Unreal Nature

March 25, 2008

If on a winter’s night a traveler

Filed under: Uncategorized — unrealnature @ 2:33 pm

“You are about to begin reading Italo Calvino’s new novel, If on a winter’s night a traveler. Relax. Concentrate. Dispel every other thought. Let the world around you fade.”

Thus begins Italo Calvino’s novel called … you guessed it.

“… Well, what are you waiting for? Stretch your legs, go ahead and put your feet on a cushion, on two cushions, on the arms of the sofa, on the wings of the chair, on the coffee table, on the desk, on the piano, on the globe. Take your shoes off first.

“… It’s not that you expect anything in particular from this particular book. You’re the sort of person who, on principle, no longer expects anything of anything. There are plenty, younger than you or less young, who live in the expectation of extraordinary experiences: from books, from people, from journeys, from events, from what tomorrow has in store. But not you. You know that the best you can expect is to avoid the worst. This is the conclusion you have reached, in your personal life and also in general matters, even international affairs. What about books? Well, precisely because you have denied it in every other field, you believe you may still grant yourself legitimately this youthful pleasure of expectation in a carefully circumscribed area like the field of book, where you can be lucky or unlucky, but the risk of disappointment isn’t serious.”

He describes going to the bookstore to get the copy of  If on a winter’s night a traveler,  there running the gamut of all the Books You Haven’t Read. As you are leaving with your new purchase you … “cast another bewildered look at the books around you (or, rather: it was the books that looked at you, with the bewildered gaze of dogs who, from their cages in the city pound, see a former companiion go off on the leash of his master, come to rescue him), and out you went.”

Then the drive home, “… perhaps the bookseller didn’t wrap the volume … you are at the wheel of your car, waiting at a traffic light, you take the book out of the bag, rip off the transparent wrapping, start reading the first lines. A storm of honking breaks over you …”

The next chapter begins (the start of the ‘real’ book):

“The novel begins in a railway station, a locomotive huffs, steam from a piston covers the opening of the chapter, a cloud of smoke hides part of the first paragraph ….”

I love Italo Calvino. I haven’t reread any of his books in a while, so they are almost as good as when new.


Task prompt:
Look through the listing below for the string "title". Show each line where it occurs.
+---+
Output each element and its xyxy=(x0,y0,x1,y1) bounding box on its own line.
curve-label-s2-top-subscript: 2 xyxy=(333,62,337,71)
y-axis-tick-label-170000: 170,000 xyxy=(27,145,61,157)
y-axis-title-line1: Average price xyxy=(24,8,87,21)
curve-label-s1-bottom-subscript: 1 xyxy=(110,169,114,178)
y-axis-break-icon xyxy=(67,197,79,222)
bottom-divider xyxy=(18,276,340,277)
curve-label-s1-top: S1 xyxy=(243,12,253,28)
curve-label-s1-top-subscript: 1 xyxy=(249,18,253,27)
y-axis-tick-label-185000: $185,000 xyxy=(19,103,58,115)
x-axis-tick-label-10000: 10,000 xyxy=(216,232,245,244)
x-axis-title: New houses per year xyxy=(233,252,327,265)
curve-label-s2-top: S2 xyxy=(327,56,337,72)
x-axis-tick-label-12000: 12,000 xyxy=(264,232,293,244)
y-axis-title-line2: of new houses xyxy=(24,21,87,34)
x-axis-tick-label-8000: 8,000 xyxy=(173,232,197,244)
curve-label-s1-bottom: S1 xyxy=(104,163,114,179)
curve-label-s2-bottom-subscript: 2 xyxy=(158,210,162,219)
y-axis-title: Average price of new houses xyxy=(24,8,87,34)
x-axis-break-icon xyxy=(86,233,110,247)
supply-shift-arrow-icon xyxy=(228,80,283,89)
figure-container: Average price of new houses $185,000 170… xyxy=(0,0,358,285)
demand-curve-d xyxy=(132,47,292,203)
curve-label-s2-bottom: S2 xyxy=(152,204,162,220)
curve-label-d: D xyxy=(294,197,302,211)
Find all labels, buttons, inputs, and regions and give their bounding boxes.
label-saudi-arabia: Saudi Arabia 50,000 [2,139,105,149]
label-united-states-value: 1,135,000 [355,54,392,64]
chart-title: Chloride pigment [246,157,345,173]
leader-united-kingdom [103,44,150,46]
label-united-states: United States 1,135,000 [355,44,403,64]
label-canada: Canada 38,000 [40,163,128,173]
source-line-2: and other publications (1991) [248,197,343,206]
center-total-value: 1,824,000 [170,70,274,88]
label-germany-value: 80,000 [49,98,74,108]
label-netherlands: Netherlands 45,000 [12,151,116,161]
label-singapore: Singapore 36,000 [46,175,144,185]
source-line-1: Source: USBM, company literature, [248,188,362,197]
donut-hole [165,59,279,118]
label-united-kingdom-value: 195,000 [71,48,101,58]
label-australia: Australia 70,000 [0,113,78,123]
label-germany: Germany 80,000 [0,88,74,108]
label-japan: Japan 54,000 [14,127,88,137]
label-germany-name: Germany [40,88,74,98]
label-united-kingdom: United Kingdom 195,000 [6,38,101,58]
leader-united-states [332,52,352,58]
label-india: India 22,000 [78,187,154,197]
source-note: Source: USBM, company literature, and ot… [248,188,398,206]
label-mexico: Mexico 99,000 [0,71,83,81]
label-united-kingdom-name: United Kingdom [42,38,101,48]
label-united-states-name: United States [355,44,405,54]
+---+
Solution to this task:
y-axis-title-line1: Average price xyxy=(24,8,87,21)
x-axis-title: New houses per year xyxy=(233,252,327,265)
y-axis-title-line2: of new houses xyxy=(24,21,87,34)
y-axis-title: Average price of new houses xyxy=(24,8,87,34)
chart-title: Chloride pigment [246,157,345,173]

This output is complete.